No human-rights due-diligence standard in public technology procurement
The Procurement Act 2023, in force since 24 February 2025, permits exclusion of suppliers only on defined grounds: Schedule 6 turns on convictions or a threat to national security, Schedule 7 on labour-market, environmental and professional misconduct. Nothing in the Act, the National Procurement Policy Statement or any Procurement Policy Note requires a contracting authority to assess a technology supplier's human-rights record, or the dual-use surveillance potential of its products, before award. The modern-slavery instruments (PPN 009 and section 54 of the Modern Slavery Act 2015) are confined to slavery, forced labour and trafficking in supply chains, and section 54 makes due-diligence disclosure optional. The central debarment list remained blank in its most recent published version, and the government's October 2025 response to the Joint Committee on Human Rights made no commitment to mandatory due diligence.
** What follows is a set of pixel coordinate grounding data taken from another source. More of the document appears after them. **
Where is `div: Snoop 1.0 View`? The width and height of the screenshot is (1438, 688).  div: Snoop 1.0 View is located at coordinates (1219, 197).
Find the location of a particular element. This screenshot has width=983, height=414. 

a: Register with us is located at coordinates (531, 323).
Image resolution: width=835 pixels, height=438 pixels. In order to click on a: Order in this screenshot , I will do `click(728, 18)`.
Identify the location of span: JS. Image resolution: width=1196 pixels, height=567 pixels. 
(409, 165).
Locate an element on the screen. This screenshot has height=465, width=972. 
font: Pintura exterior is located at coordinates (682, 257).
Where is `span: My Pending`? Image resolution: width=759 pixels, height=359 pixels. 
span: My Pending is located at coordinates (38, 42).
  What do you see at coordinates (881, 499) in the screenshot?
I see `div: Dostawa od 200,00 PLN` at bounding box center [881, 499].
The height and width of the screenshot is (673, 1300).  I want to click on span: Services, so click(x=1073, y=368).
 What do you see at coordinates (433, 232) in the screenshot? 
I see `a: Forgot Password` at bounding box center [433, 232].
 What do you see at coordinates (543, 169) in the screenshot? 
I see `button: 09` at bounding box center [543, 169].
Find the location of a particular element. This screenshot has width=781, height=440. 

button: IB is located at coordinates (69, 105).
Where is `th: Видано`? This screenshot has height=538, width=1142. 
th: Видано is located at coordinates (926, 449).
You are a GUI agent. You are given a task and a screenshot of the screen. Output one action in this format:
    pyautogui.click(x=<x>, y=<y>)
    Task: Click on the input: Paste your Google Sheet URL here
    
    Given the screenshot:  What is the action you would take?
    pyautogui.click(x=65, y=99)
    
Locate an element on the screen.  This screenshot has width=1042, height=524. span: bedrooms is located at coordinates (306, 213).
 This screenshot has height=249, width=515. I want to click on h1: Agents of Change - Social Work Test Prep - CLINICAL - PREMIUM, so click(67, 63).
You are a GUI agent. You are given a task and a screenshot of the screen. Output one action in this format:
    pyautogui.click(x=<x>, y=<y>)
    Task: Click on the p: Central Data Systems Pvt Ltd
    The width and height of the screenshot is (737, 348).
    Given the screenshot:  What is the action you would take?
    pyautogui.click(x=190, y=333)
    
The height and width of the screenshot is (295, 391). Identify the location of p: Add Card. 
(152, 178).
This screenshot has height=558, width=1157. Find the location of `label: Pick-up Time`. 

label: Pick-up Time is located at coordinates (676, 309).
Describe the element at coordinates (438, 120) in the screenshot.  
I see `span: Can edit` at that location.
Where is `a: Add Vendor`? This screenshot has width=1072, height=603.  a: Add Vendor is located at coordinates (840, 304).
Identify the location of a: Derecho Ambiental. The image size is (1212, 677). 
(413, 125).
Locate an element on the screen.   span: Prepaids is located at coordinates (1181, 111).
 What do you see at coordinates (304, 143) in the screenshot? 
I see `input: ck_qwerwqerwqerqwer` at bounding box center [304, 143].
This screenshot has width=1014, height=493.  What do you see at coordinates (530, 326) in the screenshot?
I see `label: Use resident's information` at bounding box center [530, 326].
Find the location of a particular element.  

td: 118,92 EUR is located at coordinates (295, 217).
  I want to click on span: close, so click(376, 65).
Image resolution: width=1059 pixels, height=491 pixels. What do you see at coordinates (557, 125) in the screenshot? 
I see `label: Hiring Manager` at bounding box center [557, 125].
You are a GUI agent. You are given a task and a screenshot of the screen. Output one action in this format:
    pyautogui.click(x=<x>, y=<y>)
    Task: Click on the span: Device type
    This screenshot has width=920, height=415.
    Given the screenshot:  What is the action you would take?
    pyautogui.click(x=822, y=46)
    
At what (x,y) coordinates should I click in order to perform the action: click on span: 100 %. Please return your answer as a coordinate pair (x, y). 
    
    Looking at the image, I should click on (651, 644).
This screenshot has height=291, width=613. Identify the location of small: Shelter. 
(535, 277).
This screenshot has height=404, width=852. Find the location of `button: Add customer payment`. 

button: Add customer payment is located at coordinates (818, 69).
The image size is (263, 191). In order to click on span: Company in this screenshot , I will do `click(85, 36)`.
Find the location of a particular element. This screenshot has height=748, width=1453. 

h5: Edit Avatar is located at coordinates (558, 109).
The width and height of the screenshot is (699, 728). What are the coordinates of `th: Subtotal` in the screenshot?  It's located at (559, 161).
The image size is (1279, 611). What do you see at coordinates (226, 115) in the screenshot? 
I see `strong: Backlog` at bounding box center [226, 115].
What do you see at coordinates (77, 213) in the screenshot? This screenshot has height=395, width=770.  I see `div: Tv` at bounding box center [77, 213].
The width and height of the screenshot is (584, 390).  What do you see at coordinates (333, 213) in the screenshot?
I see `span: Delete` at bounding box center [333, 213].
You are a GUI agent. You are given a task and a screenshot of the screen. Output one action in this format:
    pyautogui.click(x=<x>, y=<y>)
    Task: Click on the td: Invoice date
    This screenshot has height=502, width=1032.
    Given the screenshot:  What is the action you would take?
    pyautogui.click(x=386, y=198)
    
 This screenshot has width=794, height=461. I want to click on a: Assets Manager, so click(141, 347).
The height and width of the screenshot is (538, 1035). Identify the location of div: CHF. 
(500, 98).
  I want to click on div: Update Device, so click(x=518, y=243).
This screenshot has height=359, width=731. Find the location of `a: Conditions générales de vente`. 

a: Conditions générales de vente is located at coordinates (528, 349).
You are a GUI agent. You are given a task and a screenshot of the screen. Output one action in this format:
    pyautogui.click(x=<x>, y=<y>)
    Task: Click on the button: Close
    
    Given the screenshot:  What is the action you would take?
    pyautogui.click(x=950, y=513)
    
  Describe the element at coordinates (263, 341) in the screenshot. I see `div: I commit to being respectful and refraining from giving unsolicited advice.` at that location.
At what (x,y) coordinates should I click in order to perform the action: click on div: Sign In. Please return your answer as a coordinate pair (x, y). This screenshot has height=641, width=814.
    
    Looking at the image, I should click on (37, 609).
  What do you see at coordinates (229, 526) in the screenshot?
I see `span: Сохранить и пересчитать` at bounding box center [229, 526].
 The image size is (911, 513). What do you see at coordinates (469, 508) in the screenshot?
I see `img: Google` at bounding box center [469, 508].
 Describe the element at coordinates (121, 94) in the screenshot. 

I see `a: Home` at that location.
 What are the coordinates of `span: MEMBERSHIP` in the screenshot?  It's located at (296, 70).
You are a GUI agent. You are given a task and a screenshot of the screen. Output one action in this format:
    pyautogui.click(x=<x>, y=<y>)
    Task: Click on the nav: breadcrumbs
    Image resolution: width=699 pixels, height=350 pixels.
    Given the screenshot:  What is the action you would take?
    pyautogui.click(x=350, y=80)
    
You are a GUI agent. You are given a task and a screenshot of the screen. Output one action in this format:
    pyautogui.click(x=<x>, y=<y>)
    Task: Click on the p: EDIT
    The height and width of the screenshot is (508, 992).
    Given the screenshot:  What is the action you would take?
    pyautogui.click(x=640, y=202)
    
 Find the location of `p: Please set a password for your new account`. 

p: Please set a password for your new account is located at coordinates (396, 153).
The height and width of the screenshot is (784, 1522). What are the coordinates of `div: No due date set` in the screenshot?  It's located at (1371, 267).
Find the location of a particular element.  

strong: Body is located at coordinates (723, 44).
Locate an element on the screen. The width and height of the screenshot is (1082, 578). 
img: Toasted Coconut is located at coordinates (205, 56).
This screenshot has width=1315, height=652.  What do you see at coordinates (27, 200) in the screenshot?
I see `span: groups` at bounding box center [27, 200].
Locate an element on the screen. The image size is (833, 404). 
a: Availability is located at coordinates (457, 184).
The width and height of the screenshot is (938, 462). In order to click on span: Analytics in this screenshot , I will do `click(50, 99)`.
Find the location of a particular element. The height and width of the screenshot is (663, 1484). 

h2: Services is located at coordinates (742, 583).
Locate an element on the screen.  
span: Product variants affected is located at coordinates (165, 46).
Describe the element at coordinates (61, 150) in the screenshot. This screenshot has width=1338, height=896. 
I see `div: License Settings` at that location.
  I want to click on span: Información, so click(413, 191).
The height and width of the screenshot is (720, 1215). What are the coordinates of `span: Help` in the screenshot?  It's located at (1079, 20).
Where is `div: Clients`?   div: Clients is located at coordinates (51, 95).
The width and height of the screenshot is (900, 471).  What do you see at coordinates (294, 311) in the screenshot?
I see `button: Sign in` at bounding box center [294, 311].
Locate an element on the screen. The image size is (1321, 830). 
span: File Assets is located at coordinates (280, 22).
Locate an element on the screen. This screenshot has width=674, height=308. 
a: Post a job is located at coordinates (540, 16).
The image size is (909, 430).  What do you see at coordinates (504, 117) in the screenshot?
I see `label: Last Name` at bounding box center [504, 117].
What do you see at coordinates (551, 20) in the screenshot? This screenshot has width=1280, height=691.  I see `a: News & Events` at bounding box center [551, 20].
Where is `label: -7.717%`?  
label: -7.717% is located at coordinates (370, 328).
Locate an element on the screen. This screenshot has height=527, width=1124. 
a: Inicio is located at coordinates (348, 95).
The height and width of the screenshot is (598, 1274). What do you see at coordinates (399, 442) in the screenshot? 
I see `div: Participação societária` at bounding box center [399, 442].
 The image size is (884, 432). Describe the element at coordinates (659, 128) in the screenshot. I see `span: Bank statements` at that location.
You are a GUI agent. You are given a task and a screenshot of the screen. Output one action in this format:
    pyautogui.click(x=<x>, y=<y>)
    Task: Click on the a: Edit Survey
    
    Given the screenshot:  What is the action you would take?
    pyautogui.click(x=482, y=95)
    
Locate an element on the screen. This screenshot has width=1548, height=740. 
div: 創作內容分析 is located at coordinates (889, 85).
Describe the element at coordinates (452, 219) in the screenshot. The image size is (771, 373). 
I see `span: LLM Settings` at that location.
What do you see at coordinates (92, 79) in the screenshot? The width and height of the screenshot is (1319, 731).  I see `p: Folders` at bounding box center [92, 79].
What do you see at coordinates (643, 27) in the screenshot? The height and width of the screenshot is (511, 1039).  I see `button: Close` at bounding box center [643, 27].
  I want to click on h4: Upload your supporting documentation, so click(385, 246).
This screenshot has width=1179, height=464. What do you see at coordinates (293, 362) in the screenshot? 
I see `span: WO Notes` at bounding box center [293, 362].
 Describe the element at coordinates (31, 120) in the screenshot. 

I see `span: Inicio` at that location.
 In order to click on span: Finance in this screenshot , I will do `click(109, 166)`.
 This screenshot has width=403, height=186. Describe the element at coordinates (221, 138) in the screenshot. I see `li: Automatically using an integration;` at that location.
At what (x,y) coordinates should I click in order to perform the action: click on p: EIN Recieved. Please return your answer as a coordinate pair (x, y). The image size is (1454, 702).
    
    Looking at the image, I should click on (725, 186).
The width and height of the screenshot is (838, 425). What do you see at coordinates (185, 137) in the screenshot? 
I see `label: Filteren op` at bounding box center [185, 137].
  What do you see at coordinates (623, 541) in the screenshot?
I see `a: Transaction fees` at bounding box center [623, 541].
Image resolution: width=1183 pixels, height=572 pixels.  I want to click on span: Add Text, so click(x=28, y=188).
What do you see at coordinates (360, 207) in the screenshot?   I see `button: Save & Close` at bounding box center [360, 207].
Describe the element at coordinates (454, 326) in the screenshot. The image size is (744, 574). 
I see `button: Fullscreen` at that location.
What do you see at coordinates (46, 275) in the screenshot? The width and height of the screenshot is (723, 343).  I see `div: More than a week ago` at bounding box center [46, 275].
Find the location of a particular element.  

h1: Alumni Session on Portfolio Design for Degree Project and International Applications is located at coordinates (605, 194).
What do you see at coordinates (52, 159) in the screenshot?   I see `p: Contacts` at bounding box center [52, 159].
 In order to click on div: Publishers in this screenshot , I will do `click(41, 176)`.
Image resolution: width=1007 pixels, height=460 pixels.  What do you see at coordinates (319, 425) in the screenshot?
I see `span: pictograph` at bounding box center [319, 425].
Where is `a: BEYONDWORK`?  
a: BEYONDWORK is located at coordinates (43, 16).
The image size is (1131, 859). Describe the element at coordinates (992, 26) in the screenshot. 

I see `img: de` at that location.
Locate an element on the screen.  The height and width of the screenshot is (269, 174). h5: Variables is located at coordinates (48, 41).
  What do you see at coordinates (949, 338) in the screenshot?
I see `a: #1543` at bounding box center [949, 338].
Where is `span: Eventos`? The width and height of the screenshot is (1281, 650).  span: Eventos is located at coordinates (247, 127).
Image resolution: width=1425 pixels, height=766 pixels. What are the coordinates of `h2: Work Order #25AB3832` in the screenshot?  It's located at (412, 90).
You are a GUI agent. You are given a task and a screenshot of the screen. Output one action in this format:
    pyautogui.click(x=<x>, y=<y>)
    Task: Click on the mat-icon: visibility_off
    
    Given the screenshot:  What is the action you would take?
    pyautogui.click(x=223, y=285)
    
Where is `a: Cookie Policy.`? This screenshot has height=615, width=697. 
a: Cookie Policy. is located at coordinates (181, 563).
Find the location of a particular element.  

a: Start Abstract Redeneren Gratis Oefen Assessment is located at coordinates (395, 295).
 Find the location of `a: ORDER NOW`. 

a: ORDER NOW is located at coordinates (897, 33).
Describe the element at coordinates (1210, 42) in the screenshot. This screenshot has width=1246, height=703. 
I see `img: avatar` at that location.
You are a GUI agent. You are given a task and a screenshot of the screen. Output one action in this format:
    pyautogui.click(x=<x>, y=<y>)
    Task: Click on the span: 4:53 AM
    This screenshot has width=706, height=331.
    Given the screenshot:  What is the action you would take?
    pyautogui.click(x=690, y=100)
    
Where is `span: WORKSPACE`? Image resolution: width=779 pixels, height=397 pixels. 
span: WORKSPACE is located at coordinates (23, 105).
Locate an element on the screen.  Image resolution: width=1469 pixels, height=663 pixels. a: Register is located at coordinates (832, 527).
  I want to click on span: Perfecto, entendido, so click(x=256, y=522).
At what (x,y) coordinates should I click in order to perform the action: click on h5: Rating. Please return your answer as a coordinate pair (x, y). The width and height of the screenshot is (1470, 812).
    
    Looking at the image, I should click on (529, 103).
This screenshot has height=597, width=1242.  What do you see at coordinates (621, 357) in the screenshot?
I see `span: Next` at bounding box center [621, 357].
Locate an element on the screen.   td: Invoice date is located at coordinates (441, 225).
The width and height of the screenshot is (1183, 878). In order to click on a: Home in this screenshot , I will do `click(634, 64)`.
Surfaced by The Synthetic State (syntheticstate.netlify.app), a pseudonymous self-published investigation; the underlying facts here are cited to primary sources, not to that synthesis.
Public procurement is the state's largest commercial lever, and the UK's National Action Plan on the UN Guiding Principles (last updated May 2016) already commits the government to reflecting human rights in public purchasing, yet that commitment has never been turned into a method or a duty. Technology contracts raise risks the modern-slavery regime cannot see, because the harm can sit in what a product does rather than in how it was made. Without a shared standard, individual authorities have no defensible way to ask the question, and the exclusion powers Parliament created sit unused.
A published human-rights due-diligence standard for technology procurement: a model questionnaire, risk framework and evidence base aligned with the UN Guiding Principles and OECD guidance, drafted openly so contracting authorities can adopt it voluntarily as conditions of participation within the existing Act. Pilot it with willing authorities, track use of the exclusion and debarment powers, then press for adoption as a Procurement Policy Note or through the Responsible Business Conduct review.
// Build together: The standard and monitoring can be built now by researchers and civil society; individual authorities can adopt it voluntarily within the Act's flexibilities. Making it a requirement needs the Cabinet Office.
A live policy window: the Responsible Business Conduct review and section 54 amendments are in progress, and the standard is draftable now with a concrete lever.